LOCAL authorities should run some NHS services to give residents a proper voice in their health care, Alan Milburn said yesterday.
In a lecture at Durham University, the former health secretary urged prime minister-in-waiting Gordon Brown to give councils responsibility for commissioning care from hospitals.
The Darlington MP said it had been a mistake, back in 1948, to give the NHS a "democratic deficit" by allowing it to be run separately from local government.
He added: "It is the quality of the local school and hospital, the local GP surgery and childcare centre that people care most about. Their masters should be local communities, not Whitehall departments.

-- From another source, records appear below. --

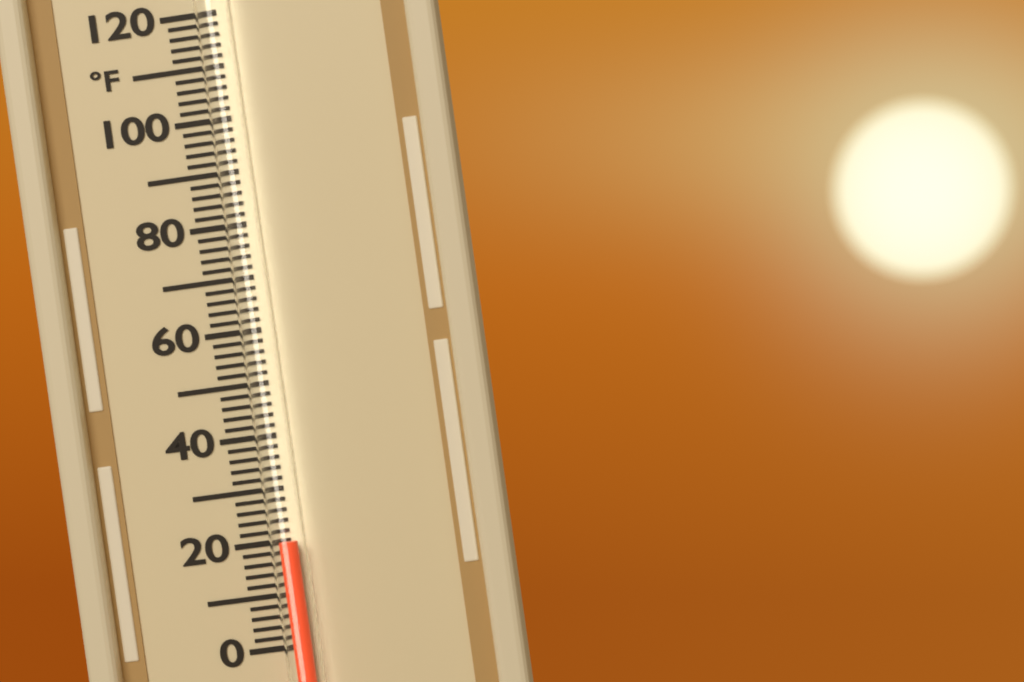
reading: 20 °F
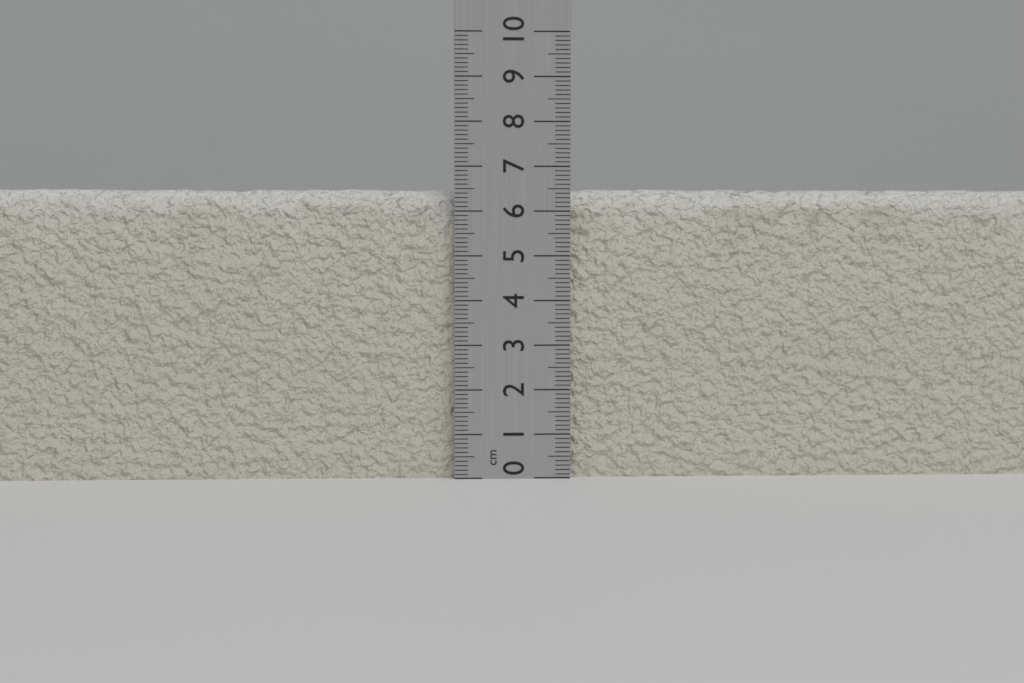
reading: 6.5 cm
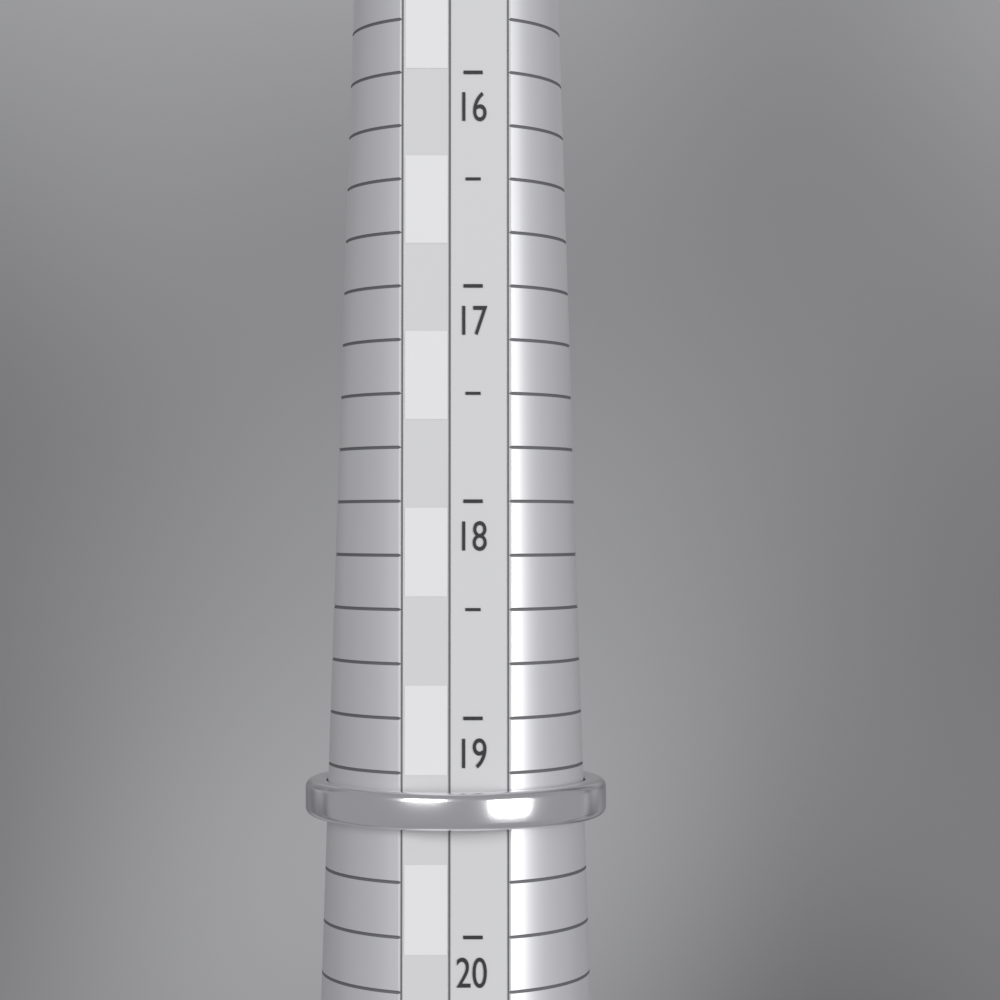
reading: 19.5 (no unit)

"The Government has fought shy of doing for health what we already do for education and leisure services - making the ballot box the way to hold the local NHS to account."
The move would "kill stone dead" the charge that Labour is afraid to devolve power to ordinary people and instead believes that "Whitehall knows best", Mr Milburn added.
The idea, outlined in a speech at St Chad's College, is the latest put forward by Mr Milburn to breathe new life into what he sees as a stagnating democracy.
Previously, he has suggested giving parents new powers to choose schools and allowing NHS patients to choose treatments.
Families with disabled children, and people in training, should control their own publicly-funded budgets, he has said.
Earlier this year, Mr Milburn launched a political website - 2020 Vision - as a forum to break Mr Brown's iron grip on policymaking in the Labour party, fearing a drift to the left.